But he took to his role as a successful black man in the public eye (“a real black motherfucker like me!”) with a vengeance. In the 1950s, before the American civil rights movement and at a time when Black Consciousness hadn’t yet articulated itself, he asserted his presence. As one commentator says here, as far as black pride in the 1950s went, “Miles was Exhibit A”.

The documentary can’t hope to encompass the full complexity of Davis the man and the musician, but it does a good job of introducing him to audiences who may have only a glimmer of what he was, while hinting at the deeper background waiting to be explored — and the magnificent music to be heard. — SdW


My Friend Fela

Directed by Joel Zito Araújo

My Friend Fela, which features writer and historian Carlos Moore, retraces some seminal epochs in Afrobeat founder Fela Anikulapo-Kuti’s life, and in some ways plays out as its title suggests.

The film is more about Moore, who wrote one of Kuti’s biographies titled Fela: This Bitch of a Life. Although it is a celebrated record of Kuti’s life, in no small part because it captured an estimation of his patois (and by implication his raw thoughts), it was also an ephemeral record of the man’s life, with little about his latter years.

Coming after documentaries such as Music is the Weapon and the solid and expansive Finding Fela, Moore and Araújo were sure to have their work cut out for them in presenting a new angle on Kuti and advancing it to benefit both neophytes and knowledgeable Kuti scholars.

While the “new” angle is there, particularly in how Moore centres Kuti’s life within the continuum of the Black Atlantic. This is done primarily through the use of an anchoring interview with singer and composer Sandra Izsadore. However, attempts to cohere the rest of Kuti’s life appear hodgepodge and hurried. There are many scenes in which Moore, who met Kuti during a trip to Nigeria, is running through a string of interviews as if for the mere exercise of jogging his own memory and justifying his role of “friend”.


The life of Fela Kuti is explored further in Carlos Moore’s new documentary about the musician, My Friend Fela

One, which could be seen as self-aggrandising, has him ask a close associate of Kuti’s how it was that Kuti had chosen him to write This Bitch of a Life, just for what seems to be a rehashing of Moore’s qualities for the camera.

What the documentary does expand on — perhaps with a slightly different slant to how other works on Kuti have dealt with this aspect — is just how much repression Kuti suffered at the hands of military governments in Nigeria and how they in turn turned him into a perpetrator of similar crimes in his own domain of Kalakuta, the compound where some of his wives and band members lived. There is a thread about how disciplinary beatings became an increasing aspect of life in Kalakuta, brought on by Kuti’s paranoia after several police beatings and the loss of his mother.

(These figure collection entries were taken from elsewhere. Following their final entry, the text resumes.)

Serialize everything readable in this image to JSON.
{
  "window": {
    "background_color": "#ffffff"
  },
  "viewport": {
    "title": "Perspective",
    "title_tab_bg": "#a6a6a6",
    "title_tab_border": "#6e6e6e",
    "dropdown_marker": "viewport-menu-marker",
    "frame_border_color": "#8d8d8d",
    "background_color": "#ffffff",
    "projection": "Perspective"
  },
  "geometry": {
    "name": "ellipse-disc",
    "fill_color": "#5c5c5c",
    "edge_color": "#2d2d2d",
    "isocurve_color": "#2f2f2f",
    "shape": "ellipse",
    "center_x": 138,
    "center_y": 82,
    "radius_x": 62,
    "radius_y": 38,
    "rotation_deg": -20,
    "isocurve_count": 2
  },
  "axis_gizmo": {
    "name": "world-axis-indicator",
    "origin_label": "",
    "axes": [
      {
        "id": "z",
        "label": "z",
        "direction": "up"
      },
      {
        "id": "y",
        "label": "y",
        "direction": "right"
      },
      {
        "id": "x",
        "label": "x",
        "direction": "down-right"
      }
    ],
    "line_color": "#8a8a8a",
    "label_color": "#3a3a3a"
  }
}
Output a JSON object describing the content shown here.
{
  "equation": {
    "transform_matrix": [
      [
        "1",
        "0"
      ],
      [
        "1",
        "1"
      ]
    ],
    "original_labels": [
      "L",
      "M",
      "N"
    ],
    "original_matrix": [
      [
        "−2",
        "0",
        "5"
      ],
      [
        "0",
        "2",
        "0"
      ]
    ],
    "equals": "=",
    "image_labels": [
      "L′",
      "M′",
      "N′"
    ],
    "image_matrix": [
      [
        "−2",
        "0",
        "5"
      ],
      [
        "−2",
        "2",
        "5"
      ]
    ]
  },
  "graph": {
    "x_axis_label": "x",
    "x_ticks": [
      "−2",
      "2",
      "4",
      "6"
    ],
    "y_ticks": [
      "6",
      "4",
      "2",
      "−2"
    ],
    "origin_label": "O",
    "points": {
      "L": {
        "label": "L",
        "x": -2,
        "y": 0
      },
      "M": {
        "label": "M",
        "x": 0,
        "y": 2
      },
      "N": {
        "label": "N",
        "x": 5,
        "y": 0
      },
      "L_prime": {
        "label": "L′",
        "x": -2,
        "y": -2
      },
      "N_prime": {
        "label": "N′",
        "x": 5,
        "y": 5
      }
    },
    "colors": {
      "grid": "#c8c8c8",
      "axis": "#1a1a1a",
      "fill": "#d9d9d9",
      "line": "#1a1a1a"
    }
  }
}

The framing of Kuti as a hero of the Black Atlantic starts off promisingly enough, with Moore speaking about his own history as an activist, time spent as part of Malcolm X’s security cluster during some of his travels and the advent of the Black Power movement, which Kuti caught in its potent infancy. It is not, however, a plausible thread throughout the film, making My Friend Fela a little too much like This Bitch of a Life: potent in parts, but a mere snapshot of the man. — Kwanele Sosibo


Talking About Trees

Directed by Suhaib Gasmelbari

In Talking About Trees, a group of Sudanese filmmakers ponder how to revive the culture of cinema in their country, in particular their town of Omdourman, which is close to the capital, Khartoum.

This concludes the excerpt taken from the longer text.